Saved entries
========================================================================

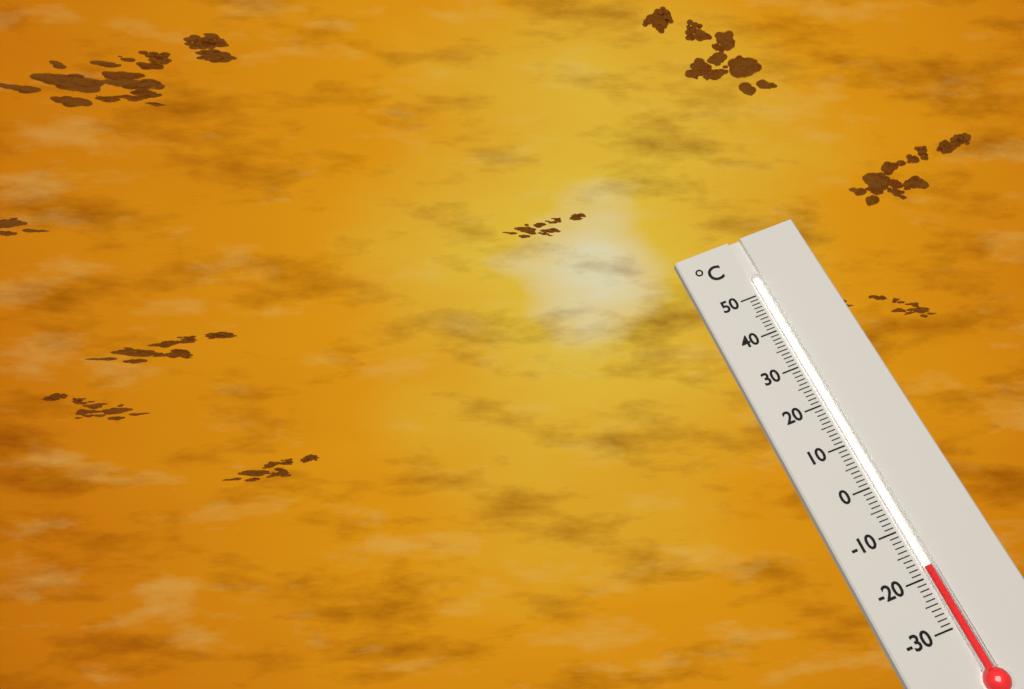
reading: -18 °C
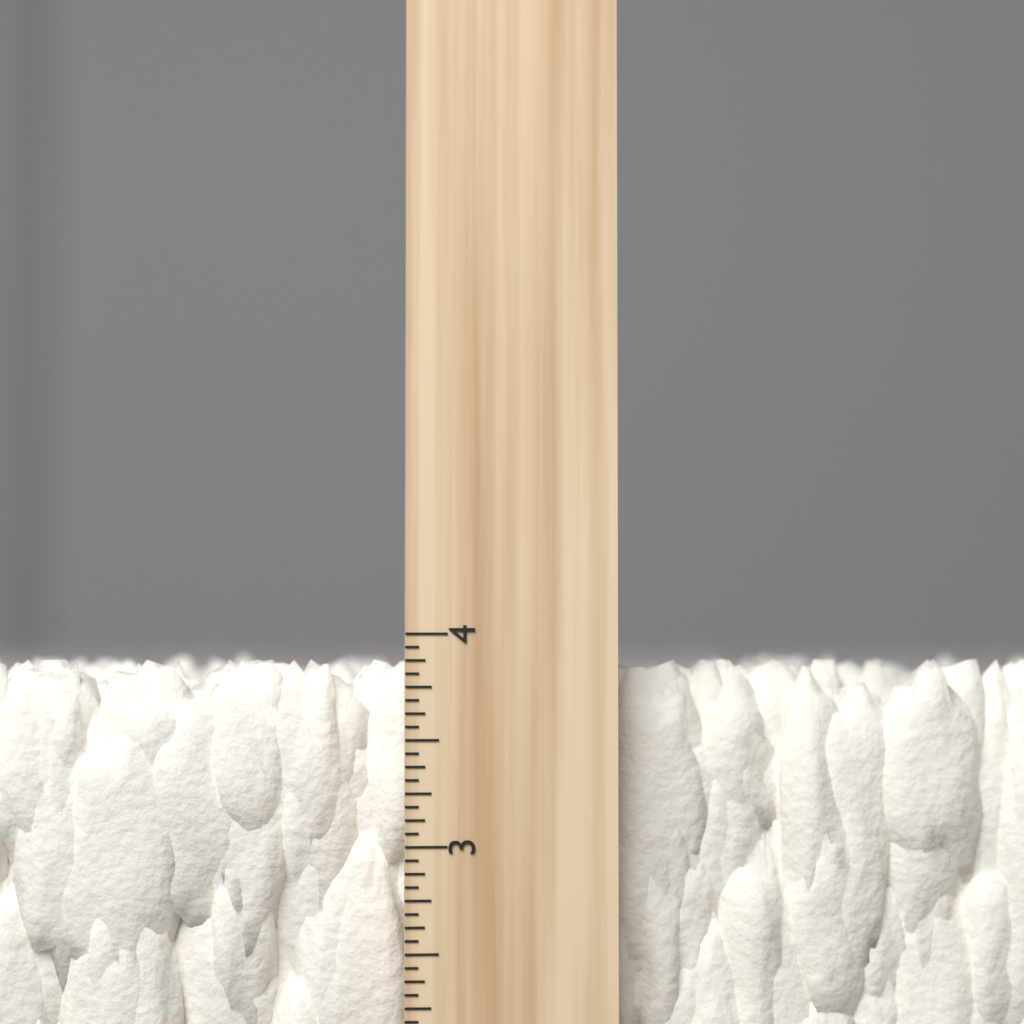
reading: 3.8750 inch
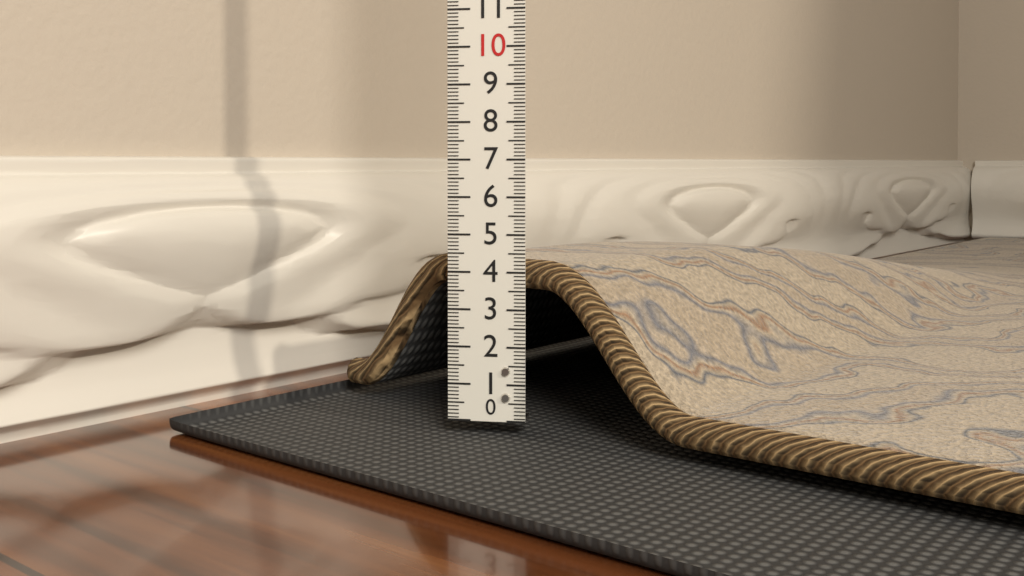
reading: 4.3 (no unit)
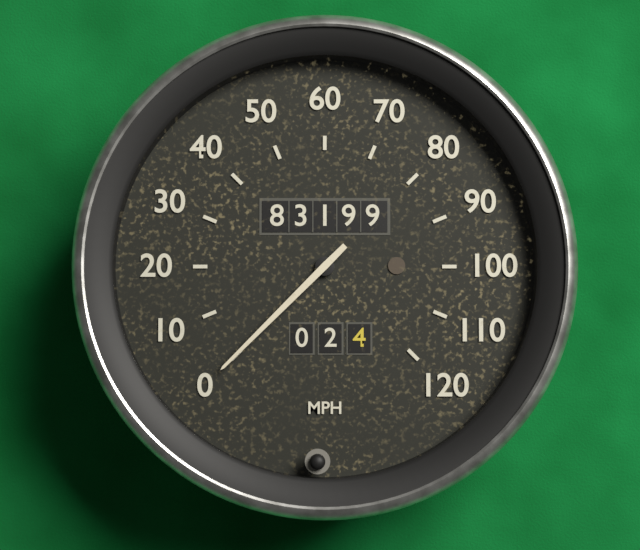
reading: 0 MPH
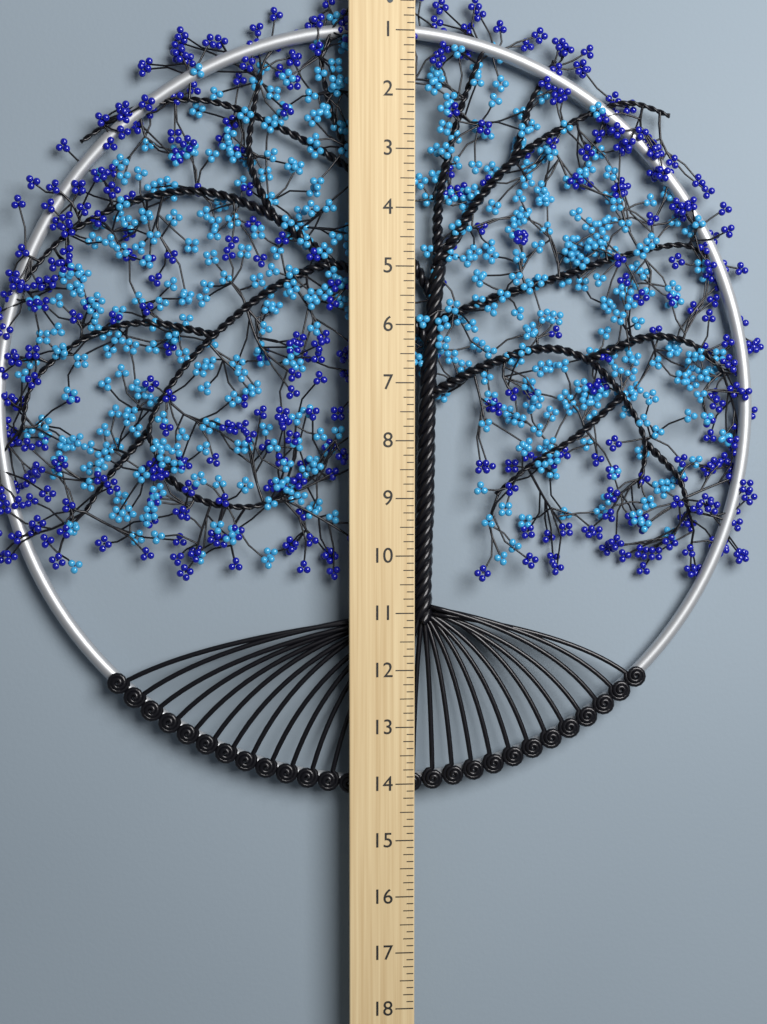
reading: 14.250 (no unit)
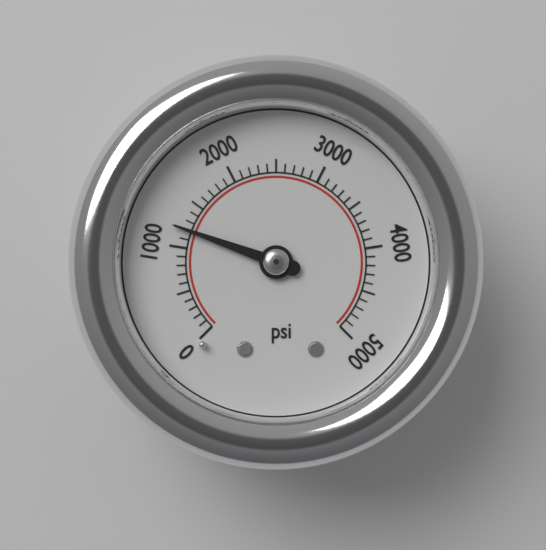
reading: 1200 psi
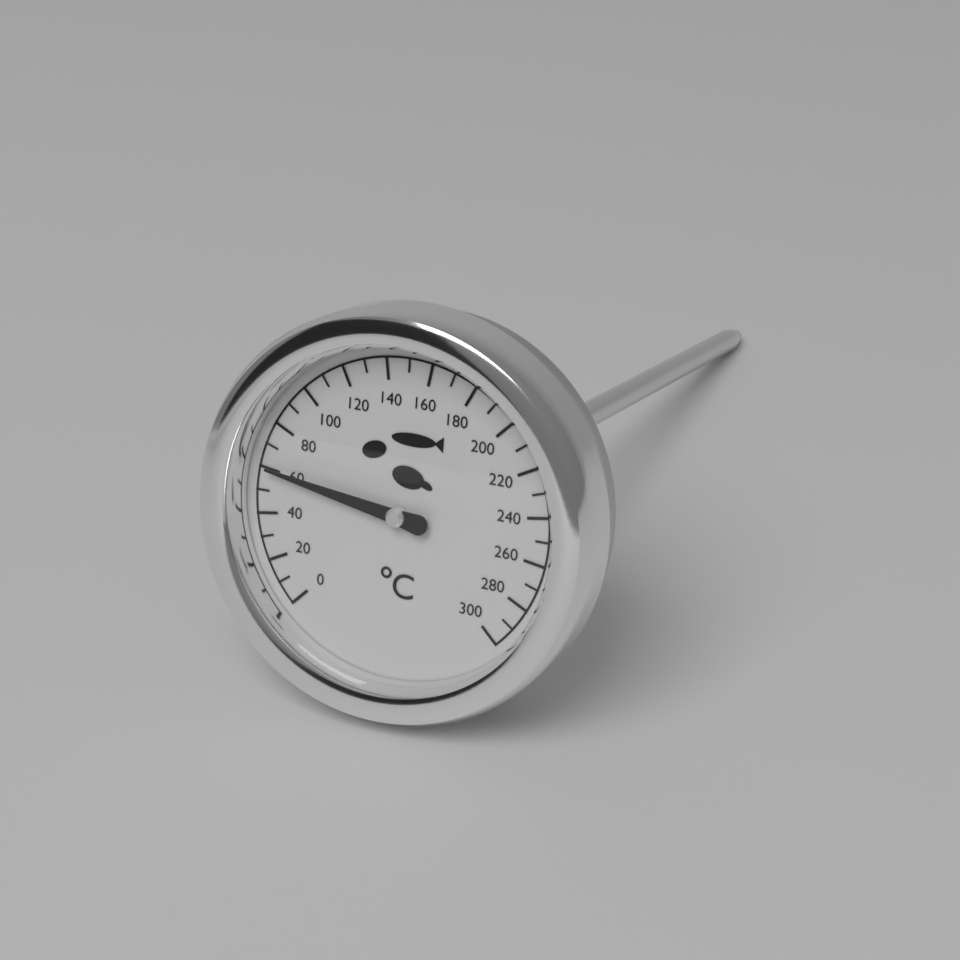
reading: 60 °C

========================================================================

» ACTIVITY:
Transcribe all the data word for word; the images stay out.

» COMPLETED TASK:
reading: -18 °C
reading: 3.8750 inch
reading: 4.3 (no unit)
reading: 0 MPH
reading: 14.250 (no unit)
reading: 1200 psi
reading: 60 °C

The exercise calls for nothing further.